Friday, November 30, 2007

Get SMART! Go DIGITAL!

Friday, November 30, 2007

High-tech schools pilot program puts kids in charge

BY CARRIE MELAGODAILY NEWS STAFF WRITER
Sunday, November 25th 2007, 4:00 AM
Barnuevo For News

Alyssa Deonarian uses a laptop to participate in a class assignment.

A Giant outline of the human body is projected onto a 72-inch screen inside Middle School 202, next to a jumble of organs and bones that belong inside it.

One by one, eighth-graders in the Queens classroom walk to the special screen. The kids - a mix of new English speakers and general and special-ed students - touch a body part and drag it toward the empty outline.

The traditional skeleton propped up in the classroom looks downright antiquated as it stands next to the interactive teaching tool called a "SMARTboard."

"It's awesome," said 15-year-old Joseph Guerra, who correctly placed the esophagus. Nodding toward his teacher, he added, "You can learn a lot more than if they're just talking."

The Ozone Park middle school is one of 22 across the city participating in a pilot program designed to create and test-drive the 21st century classroom.

About $13.4 million in capital funds, along with federal grants, have been invested into the so-called iTeach-iLearn schools over the past two years.

The pilot program outfits classrooms in the 22 schools with devices including SMARTboards, laptops, wireless Internet access and special lockers to keep all the technology safe when the school is closed.

Teachers receive training so they feel comfortable with the new technology, officials said, and each school has a specialist so technical difficulties don't derail lessons for days on end.

"It's teachers giving students the opportunity to take control of their learning," said Troy Fischer, director of the city's Office of Instructional Technology, which will evaluate the program at the end of the school year. "Students begin to bring more to the classes."

The pilot comes as other school districts across the nation debate the effectiveness of using similar technology in the classroom. Some schools that rushed to equip kids with laptops have since backed off, citing mounting costs and questionable results.

A study released by the federal Department of Education this year also showed that educational computer software made no significant difference in student achievement.

But teachers at MS 202 are sold on the new technology.

In her second-floor classroom, sixth-grade teacher Dana Matorella uses the newest gadgets to teach kids about ancient Egypt.

The students use laptops to research hieroglyphics, filling in their answers on work sheets. Then Matorella gives them a pop quiz - but instead of pencils, they pull out remote controls.

A question about hieroglyphics is projected onto the SMARTboard, and the kids enter their answers using the remotes, similar to how audiences are polled on TV game shows.

Instantly, Matorella can see that all but one child answered correctly - and only she knows who got it wrong. "It's anonymous and they feel free," she said. "They love when I say, 'Get out the remotes.'"

Principal William Moore was an early advocate of technology in the classroom, teaching astronomy courses online when he worked as a professor at the New School in Manhattan.

When he came to MS 202 several years ago, he put WiFi Internet access in the school and bought laptops for every floor. But he never imagined the changes he's seeing now. "We're lightyears ahead of what I ever thought I'd have here," Moore said. "It totally transforms the school."

In Joseph Birgeles' seventh-grade social studies class, students played an interactive game about the old Jamestown colony called "17th Century Survivor."

Afterward, they were asked to justify their decisions on a work sheet.
"They have lunch right now," Moore said, "and they don't want to leave."

Students at MS 202 said they preferred their high-tech classrooms to the ones in their former elementary schools - and particularly like the SMARTboards more than blackboards.

"It's easier to see and learn," said Kimara Davis, 12, who also doesn't miss using chalk. "It doesn't mess up your hands."

cmelago@nydailynews.com

1 comment:

john said...

Technology does make a difference. The untapped potential of students using new media is just beginning the reporting out process as best practices for innovative self expression and will provide a source of inspiration to aspiring 21 st Century Educators.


### [PROBLEM REQUIREMENTS]
Output the records exactly as they appear, with no pictures included.

(Beginning of DATA PROVIDED)

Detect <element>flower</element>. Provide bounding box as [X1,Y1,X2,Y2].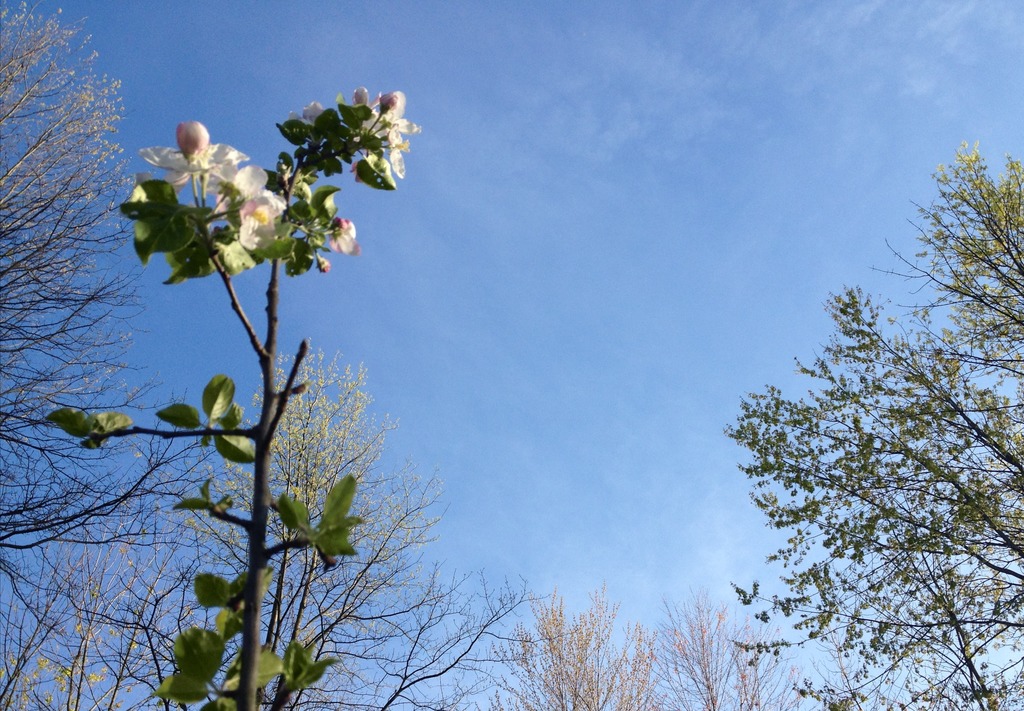
[328,217,364,256].
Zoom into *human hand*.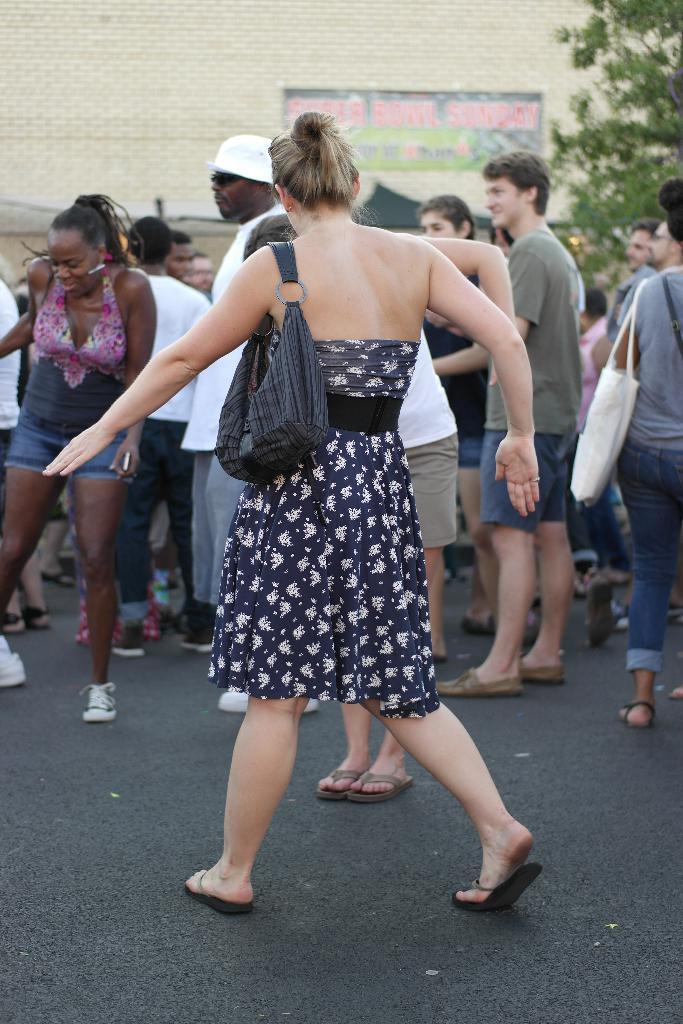
Zoom target: (500, 408, 564, 510).
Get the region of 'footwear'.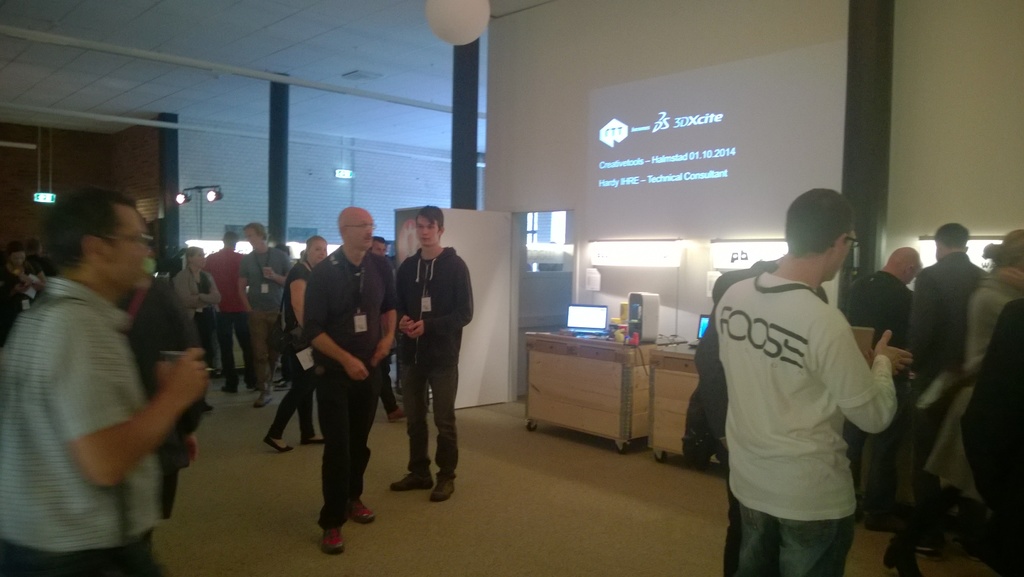
(left=391, top=472, right=428, bottom=485).
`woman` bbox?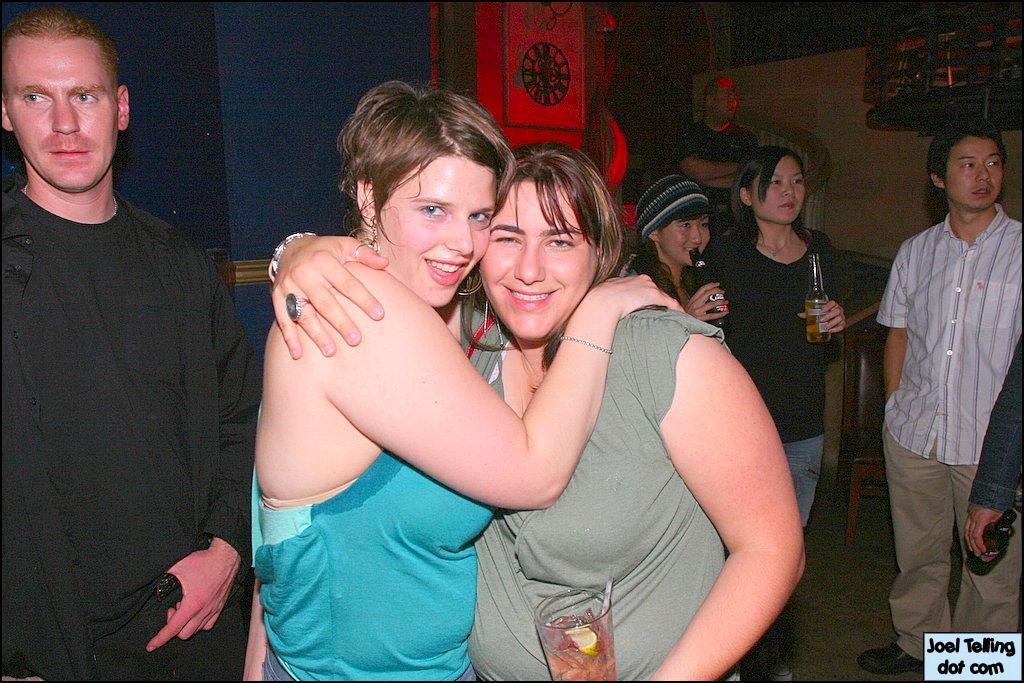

(End of DATA PROVIDED)

### [OUTPUT FOR THIS EXERCISE]
Detect <element>flower</element>. Provide bounding box as [X1,Y1,X2,Y2].
[328,217,364,256].
Zoom into *human hand*.
Zoom target: (500, 408, 564, 510).
Get the region of 'footwear'.
(left=391, top=472, right=428, bottom=485).
`woman` bbox?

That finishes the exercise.